Clark, 47, has come a long way since those days as a lurker. Amazon announced on Friday that he will replace Jeff Wilke, one of the most trusted lieutenants of Amazon founder Jeff Bezos, when he retires early next year. The news surprised some analysts, who thought Wilke might be in line to run the whole company if Bezos ever left. Now it will be Clark, who helped build Amazon’s massive warehouse and delivery network, who is one step away from the top job.

Shares of Amazon, which had been up 78% this year, lost less than 1% on Friday.

“Those of you who have worked with Dave know his incredible passion for serving customers and supporting our employees,” Bezos said in an email to employees announcing the change. “I am excited for him to lead our teams and continue innovating for customers.”

Amazon said no executives were available for an interview on Friday.

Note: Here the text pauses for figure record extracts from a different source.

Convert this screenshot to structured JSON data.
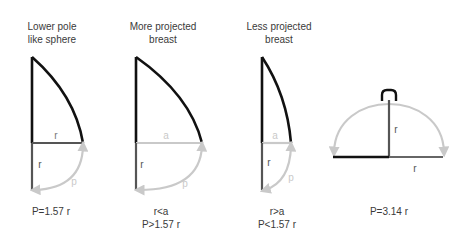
{
  "panels": [
    {
      "id": "lower-pole-sphere",
      "title_line1": "Lower pole",
      "title_line2": "like sphere",
      "horizontal_label": "r",
      "vertical_label": "r",
      "arc_label": "p",
      "formula_line1": "P=1.57 r",
      "formula_line2": ""
    },
    {
      "id": "more-projected",
      "title_line1": "More projected",
      "title_line2": "breast",
      "horizontal_label": "a",
      "vertical_label": "r",
      "arc_label": "p",
      "formula_line1": "r<a",
      "formula_line2": "P>1.57 r"
    },
    {
      "id": "less-projected",
      "title_line1": "Less projected",
      "title_line2": "breast",
      "horizontal_label": "a",
      "vertical_label": "r",
      "arc_label": "p",
      "formula_line1": "r>a",
      "formula_line2": "P<1.57 r"
    },
    {
      "id": "full-sphere",
      "title_line1": "",
      "title_line2": "",
      "vertical_label": "r",
      "horizontal_label": "r",
      "formula_line1": "P=3.14 r",
      "formula_line2": ""
    }
  ],
  "colors": {
    "outline": "#111111",
    "radius": "#555555",
    "light": "#c9c9c9",
    "text": "#3a3a3a"
  }
}
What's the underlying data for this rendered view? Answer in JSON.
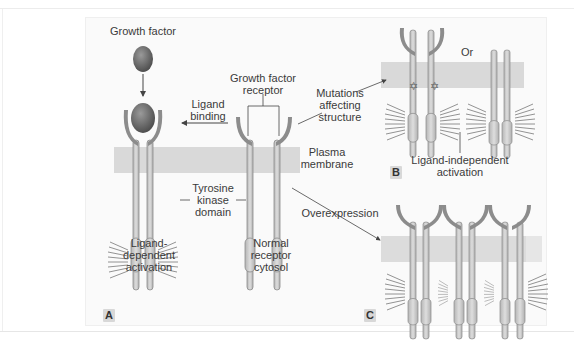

Clark grew up in Georgia and Florida and got early exposure to life in the retail business working in his parents’ carpet store (where he liked to drive the forklift) as well as at a Publix Supermarket and a Service Merchandise store during high school.

But in college at Auburn University, he studied music and played the tuba and baritone sax. After graduating, he spent a year as a junior high music teacher before heading to business school at the University of Tennessee where he studied logistics and transportation.

The experience as a music teacher still comes in handy, Clark has said. “I often tell people I learned everything there is to learn about leading people from 250 seventh graders,” Clark said in an interview with Auburn’s alumni association in 2017. “Once you’ve taught 250 seventh graders to play instruments in unison, everything else is pretty straightforward.”

While Clark was going to business school in Tennessee, then scrappy startup online book seller Amazon was exploring the state for the location of one of its first warehouses. The company’s head of operations visited Clark’s class and the MBA student impressed the exec as part of a team presenting on improving warehouse schematics.